Between Thoughts 🔱

Love and Liberation

Hearts of Space

If you found a device built on an unknown technology, how would you discover its purpose?

You would study its design.

Not guess. Not project your preferences onto it. But observe carefully:

What does it do? How is it structured? What patterns repeat?

Design reveals purpose.

The function of a thing is expressed through its structure.

And the object itself is simply that design made visible.

This is the basis of reverse engineering.

We begin with what is given, and work backward to understand what it is for.

If, along the way, you found a manual—

something written by the original designers—

your task would become much easier.

You would still need intelligence to understand it, but you would no longer be proceeding blindly.

Now consider the human being.

What is it for?

We usually approach this question indirectly.

We inherit roles, adopt identities, pursue goals that seem meaningful—

without ever asking whether these align with the design itself.

But the design—both hardware and software—is extraordinary.

Self-replication. The capacity for awareness. The ability to reflect. The longing for meaning, for truth, for completion.

This is not random, not accidental.

It is far more sophisticated than anything we have created.

In my opinion, it is reasonable to say: such a design implies intelligence.

Not mechanical repetition, but intelligence of a very high order.

So again, the question:

How do we understand its purpose?

We observe.

We notice what consistently brings clarity, and what leads to confusion.

What expands the sense of being, and what contracts it.

What leads toward freedom, and what reinforces limitation.

And—if we are fortunate— we consult the manual.

The ancient teachings, preserved and transmitted across generations, do not present themselves as speculation.

They speak from direct insight into the nature of the human being and the structure of reality.

They do not tell us what to believe. They show us what to look for.

Across these teachings, a simple conclusion appears again and again:

The purpose of the human being is not accumulation, not status, not even knowledge in itself.

It is love.

And it is liberation.

Love—because separation is not the final truth. Because the apparent “other” is not truly other.

Liberation—because what we take ourselves to be is limited, and that limitation can be seen through.

Seen together, these are not two separate goals.

They are one movement:

the dissolution of separation, and the recognition of what is whole.

If this is the design, then living against it will always feel strained.

And living in alignment with it will feel natural— even if not always easy.

The manual is available.

The design is visible.

The question is only whether we are willing to look carefully enough to understand what we are.

That which we seek to become is already present in what we are.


THE TASK
Go through the data below and return each line containing the word "description".

Excerpts from a figure dataset
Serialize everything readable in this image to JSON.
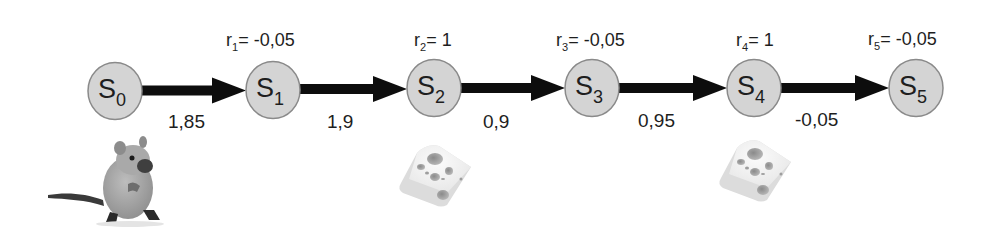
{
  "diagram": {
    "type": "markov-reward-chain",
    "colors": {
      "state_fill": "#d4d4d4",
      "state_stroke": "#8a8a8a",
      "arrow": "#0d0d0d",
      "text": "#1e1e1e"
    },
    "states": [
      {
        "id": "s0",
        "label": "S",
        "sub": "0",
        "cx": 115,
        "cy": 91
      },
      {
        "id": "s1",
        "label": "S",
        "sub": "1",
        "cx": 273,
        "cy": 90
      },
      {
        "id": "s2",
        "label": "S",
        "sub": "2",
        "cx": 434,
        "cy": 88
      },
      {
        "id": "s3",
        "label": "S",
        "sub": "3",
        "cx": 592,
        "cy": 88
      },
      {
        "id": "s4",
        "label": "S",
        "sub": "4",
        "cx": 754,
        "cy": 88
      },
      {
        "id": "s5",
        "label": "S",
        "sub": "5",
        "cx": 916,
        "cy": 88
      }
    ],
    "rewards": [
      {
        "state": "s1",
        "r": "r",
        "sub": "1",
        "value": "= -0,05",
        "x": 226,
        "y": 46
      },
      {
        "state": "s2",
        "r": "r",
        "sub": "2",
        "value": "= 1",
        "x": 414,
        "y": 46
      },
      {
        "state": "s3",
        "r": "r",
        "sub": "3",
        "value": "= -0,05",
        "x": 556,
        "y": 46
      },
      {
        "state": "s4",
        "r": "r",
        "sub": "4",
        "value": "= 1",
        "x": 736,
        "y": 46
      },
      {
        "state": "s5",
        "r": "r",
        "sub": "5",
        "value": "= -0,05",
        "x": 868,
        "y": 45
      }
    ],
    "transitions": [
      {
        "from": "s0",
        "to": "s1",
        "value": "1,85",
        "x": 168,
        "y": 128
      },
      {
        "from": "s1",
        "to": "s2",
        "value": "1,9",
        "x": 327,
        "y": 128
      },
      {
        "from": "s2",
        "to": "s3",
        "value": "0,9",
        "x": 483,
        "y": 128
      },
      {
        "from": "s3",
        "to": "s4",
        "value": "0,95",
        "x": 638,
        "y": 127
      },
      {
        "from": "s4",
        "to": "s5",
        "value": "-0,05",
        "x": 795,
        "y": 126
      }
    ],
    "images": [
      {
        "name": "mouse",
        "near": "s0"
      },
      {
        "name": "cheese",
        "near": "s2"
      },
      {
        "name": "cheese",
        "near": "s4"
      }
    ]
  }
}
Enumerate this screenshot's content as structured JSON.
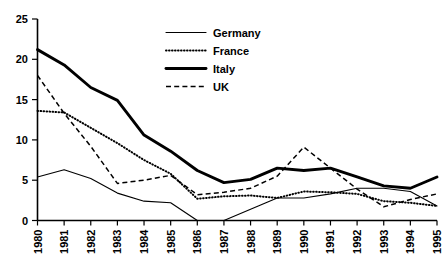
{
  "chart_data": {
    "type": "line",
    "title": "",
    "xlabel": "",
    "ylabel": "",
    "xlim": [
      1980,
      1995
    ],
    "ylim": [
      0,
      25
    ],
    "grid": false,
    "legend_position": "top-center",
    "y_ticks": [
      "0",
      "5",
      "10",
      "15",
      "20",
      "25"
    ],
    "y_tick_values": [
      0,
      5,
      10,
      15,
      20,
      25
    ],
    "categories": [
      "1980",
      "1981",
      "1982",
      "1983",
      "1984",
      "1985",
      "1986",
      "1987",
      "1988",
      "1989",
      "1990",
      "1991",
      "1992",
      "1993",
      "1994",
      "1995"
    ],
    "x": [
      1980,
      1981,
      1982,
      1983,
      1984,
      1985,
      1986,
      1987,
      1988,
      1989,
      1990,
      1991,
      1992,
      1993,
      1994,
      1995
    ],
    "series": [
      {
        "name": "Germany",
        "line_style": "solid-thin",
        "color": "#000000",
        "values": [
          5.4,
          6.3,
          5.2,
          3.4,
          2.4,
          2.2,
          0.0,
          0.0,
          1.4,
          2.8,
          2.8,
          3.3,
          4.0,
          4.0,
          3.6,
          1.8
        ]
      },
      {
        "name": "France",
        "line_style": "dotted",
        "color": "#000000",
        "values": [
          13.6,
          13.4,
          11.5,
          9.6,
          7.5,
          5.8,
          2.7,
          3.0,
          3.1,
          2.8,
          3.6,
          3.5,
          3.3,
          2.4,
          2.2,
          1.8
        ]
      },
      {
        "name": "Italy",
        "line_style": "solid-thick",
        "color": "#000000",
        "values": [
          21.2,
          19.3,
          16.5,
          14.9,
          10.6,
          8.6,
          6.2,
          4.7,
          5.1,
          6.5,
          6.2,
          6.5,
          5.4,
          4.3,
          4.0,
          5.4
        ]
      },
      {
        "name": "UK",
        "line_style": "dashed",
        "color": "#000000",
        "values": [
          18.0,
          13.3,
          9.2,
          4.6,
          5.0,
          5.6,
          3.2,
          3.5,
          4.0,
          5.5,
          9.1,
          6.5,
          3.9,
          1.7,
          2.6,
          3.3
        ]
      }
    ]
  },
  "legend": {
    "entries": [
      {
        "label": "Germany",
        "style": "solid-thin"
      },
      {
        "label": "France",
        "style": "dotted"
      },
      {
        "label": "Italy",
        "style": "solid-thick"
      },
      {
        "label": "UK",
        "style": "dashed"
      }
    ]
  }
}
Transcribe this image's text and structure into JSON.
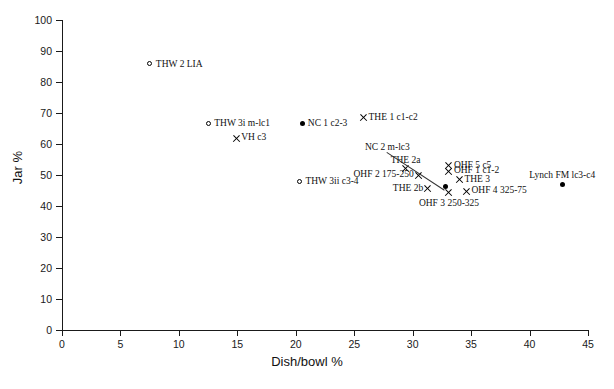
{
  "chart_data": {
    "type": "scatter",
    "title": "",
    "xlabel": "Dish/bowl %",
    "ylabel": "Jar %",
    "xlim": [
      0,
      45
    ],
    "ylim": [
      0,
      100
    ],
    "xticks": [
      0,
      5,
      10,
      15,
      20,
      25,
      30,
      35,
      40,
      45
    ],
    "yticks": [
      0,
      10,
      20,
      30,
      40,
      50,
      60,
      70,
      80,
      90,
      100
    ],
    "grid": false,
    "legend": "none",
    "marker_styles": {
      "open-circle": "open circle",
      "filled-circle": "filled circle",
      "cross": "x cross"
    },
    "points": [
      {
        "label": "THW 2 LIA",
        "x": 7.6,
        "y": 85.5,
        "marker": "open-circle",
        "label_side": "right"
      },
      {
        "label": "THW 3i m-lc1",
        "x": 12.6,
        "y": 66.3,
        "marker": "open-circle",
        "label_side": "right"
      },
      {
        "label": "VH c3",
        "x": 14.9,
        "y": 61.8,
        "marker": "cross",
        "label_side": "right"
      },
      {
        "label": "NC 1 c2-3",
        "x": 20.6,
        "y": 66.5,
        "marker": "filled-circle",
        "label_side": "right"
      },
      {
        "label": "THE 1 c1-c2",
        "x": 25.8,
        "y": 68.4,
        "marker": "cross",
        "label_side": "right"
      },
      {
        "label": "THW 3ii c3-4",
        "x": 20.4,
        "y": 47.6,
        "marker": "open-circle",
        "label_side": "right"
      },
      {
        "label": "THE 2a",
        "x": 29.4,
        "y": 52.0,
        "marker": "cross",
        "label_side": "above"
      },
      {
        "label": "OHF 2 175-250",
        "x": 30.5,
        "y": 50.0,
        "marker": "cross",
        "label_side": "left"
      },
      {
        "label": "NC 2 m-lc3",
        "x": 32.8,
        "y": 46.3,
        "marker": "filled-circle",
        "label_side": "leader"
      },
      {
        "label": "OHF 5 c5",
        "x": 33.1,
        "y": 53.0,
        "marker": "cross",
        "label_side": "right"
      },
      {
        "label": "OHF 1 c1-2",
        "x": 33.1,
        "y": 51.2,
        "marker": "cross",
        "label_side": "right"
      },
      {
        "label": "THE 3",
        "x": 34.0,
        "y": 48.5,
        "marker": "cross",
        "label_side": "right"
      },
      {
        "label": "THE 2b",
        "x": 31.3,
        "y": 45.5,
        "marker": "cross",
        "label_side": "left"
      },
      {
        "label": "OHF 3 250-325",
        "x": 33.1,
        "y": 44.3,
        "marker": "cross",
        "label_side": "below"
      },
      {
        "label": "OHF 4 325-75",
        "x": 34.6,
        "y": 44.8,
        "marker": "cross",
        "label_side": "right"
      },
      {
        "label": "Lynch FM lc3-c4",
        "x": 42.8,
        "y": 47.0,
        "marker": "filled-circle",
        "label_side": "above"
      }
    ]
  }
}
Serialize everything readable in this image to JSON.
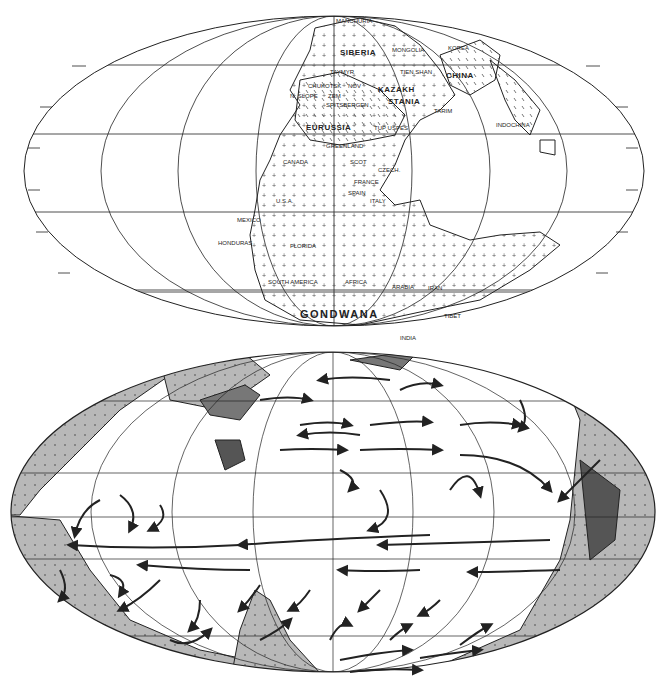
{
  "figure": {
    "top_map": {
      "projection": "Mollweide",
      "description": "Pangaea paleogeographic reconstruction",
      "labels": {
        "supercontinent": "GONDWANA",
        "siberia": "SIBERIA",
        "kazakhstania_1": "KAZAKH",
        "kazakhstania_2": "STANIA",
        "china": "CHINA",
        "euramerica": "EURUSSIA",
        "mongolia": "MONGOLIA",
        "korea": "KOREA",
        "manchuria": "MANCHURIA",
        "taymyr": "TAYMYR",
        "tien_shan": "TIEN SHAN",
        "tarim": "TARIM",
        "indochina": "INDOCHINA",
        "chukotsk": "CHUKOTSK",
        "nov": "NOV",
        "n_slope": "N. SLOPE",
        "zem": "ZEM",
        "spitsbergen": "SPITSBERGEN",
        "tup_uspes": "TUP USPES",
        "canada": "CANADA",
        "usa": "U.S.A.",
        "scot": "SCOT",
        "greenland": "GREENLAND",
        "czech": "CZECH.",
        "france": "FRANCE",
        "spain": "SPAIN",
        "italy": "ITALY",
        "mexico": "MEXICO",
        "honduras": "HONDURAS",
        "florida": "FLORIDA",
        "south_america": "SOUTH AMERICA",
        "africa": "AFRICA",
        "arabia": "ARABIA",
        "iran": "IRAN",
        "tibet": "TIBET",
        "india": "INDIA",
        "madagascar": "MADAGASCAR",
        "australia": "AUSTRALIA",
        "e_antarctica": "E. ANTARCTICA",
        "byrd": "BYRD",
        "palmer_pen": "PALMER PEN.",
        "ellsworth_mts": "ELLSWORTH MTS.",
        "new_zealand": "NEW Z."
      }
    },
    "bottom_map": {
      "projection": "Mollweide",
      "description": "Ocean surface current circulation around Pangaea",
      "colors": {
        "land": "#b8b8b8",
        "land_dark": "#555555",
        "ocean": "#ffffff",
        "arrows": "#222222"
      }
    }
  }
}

COMPLETED TASK
      "description": "Pangaea paleogeographic reconstruction",
      "description": "Ocean surface current circulation around Pangaea",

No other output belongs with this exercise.